In a spin of irony, many of the Trumpkins are now trying to demand loyalty of Republicans to support Trump if he is the Republican nominee solely because he’s the Republican nominee. It’s ironic because many of these same pro-liberty types refused to show such loyalty to other Republican candidates, even though many of these Republican candidates (Bush, McCain, Romney, etc) had issue platforms and positions within the accepted ballpark of conservative values. There is not a single position that Trump holds that can be classified as conservative. In fact, Trump’s main position in the election is that he is for winning and against somebody else winning. Beyond that, he will say or do anything to get elected, regardless of its morality.

Some Trumpkins are saying that not voting for Trump is a vote for Hillary. That is actually, of course, not true.
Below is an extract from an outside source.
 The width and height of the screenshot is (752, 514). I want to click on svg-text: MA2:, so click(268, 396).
It’s a false choice because there will be more than two candidates running in this election. There will be multiple parties, including potentially a third-party conservative challenge from an actual conservative challenger, if Trump is the nominee.
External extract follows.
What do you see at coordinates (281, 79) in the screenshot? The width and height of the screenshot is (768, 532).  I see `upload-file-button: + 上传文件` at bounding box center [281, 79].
As Leon Wolf writes so eloquently at Red State:

I have never not voted for the Republican nominee for President since I turned 18 in the long ago. If it happens for the first time in 2016, and Hillary gets elected, it won’t be my fault. It will be Trump’s. He’s the one who failed to earn my vote. And Trump never did anything for me such that I owe it to him anyway.

To put it I different way, I tend to think of the choice a bit differently. I think that Hillary Clinton and Donald Trump are both shit sandwiches. Sure, they may vary in toppings like the difference between ketchup and mustard, but at the end of the day you’re still eating a shit sandwich.

When I got vote on Election Day, I know that I have to do what is best for my family, for my country, and what is most consistent with my conservative principles and my religious beliefs. I’m not going to vote for a candidate that supports totalitarianism. I’m not going to vote for a candidate that supports abortion. I’m not going to vote for candidate that’s going to make me have to go to confession immediately there after.

There is no morally justifiable reason to vote for Donald Trump. And I’ll never do it. Donald Trump is the Shit Sandwich I Won’t Eat.